In other words, they are somewhat self-sufficient. It’s true that their food situation is probably still problematic, but it seems to me that sanctions, no matter how much they hurt both in pragmatic terms as well as blows to the national prestige, will have limited impact on North Korea. Iran, on the other hand, was in serious trouble, as its population is considerably more educated, restive, and sensitive to issues of liberty in its many facets; North Korea has just a small bit of history in terms of independence, as noted earlier here.
Professor Davis suggests this is just an exercise in costs:
But if the question confronting the international community in the Iranian deal was determining the price at which Tehran was no longer willing to pay to acquire nuclear weapons, the problem in North Korea is establishing a price for which Pyongyang would be willing to relinquish an existing nuclear arsenal. And all other things being equal, the price demanded will be higher than North Korea would have accepted to forgo the program in the first place. Because of the endowment effect, North Korea values the weapons it now has more than it did the prospect of acquiring them.

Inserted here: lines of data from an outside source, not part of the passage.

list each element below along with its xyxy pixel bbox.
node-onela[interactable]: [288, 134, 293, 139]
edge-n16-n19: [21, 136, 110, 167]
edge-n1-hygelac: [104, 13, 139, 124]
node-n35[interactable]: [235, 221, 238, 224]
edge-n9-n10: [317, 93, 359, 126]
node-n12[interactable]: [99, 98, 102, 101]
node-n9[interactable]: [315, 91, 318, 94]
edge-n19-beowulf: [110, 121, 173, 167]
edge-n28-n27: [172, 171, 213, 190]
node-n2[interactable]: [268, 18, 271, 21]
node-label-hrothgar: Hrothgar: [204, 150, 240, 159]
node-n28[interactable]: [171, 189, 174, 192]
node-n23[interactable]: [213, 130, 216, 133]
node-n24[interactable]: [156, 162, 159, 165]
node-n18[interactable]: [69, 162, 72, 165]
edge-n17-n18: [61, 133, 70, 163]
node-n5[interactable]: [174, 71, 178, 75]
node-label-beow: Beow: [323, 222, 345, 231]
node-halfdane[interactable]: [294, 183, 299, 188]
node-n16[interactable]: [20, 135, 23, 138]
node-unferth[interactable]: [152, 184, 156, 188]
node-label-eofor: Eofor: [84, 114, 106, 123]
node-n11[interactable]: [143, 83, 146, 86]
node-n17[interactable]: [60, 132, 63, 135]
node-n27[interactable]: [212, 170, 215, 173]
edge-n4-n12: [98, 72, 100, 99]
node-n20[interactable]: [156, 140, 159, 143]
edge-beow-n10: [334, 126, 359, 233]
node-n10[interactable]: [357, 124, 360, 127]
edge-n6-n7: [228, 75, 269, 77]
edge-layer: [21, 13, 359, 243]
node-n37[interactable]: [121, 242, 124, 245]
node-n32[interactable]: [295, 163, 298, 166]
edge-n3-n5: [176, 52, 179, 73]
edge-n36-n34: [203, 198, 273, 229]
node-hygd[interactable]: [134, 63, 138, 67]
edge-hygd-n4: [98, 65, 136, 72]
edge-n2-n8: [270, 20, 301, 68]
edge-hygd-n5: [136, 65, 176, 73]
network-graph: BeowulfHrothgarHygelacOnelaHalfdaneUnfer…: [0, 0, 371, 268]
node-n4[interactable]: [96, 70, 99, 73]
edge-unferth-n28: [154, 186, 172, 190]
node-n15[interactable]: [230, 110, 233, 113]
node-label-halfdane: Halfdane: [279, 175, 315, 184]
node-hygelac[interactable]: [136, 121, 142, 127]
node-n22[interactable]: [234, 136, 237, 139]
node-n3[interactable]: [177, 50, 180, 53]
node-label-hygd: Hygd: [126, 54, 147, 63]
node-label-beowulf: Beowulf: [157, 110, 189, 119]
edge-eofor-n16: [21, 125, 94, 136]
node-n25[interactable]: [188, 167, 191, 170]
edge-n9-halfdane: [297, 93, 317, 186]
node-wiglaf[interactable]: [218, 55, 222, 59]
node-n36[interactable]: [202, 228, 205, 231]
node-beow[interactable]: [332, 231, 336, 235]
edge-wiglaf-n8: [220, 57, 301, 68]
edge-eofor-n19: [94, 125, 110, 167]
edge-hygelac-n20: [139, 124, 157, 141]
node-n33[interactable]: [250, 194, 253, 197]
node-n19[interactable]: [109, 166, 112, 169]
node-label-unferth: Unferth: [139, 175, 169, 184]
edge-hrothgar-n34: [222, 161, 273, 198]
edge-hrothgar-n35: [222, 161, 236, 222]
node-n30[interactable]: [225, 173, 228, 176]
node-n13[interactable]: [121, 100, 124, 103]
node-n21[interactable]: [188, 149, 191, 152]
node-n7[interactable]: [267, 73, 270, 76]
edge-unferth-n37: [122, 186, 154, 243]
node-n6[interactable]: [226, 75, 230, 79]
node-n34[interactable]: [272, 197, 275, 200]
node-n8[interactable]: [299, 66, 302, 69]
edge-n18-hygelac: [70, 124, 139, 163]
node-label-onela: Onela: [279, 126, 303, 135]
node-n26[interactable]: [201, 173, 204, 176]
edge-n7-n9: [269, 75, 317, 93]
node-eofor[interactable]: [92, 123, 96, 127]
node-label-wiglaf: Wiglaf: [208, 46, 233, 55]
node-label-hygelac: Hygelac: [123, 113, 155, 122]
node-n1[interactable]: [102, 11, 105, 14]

Does this mean that there is no room for a deal? No. As long as the international community, and more particularly the United States, place a higher value on a nuclear free North Korea than Kim Jong Un demands as compensation for ceding his nuclear capabilities, agreement is possible. Given that American leaders view both the risks of a nuclear armed North Korea and the costs of launching a preventive strike against Pyongyang as unacceptably high, there should be a price at which both sides are willing to cut a deal.
But the conditions differ, which Professor Davis is trying to minimize. But I think there’s a big difference between nuclear weapons are key to my survival and nuclear weapons would be good for our national prestige. The latter, while important, is not strictly a necessity, and as Iran, more hooked into the global economy than North Korea, suffered, it could see that.
All of which makes the analogy less workable. As long as Kim sees nuclear weapons as the ultimate key to his regime’s survival, I think he’ll stick with them. Unless Trump’s commanders can come up with some sort of canny military solution that involves minimal casualties, I see this situation going on for a very long time, in the absence of some sort of advanced technology that can actually disable nuclear weapons from a distance.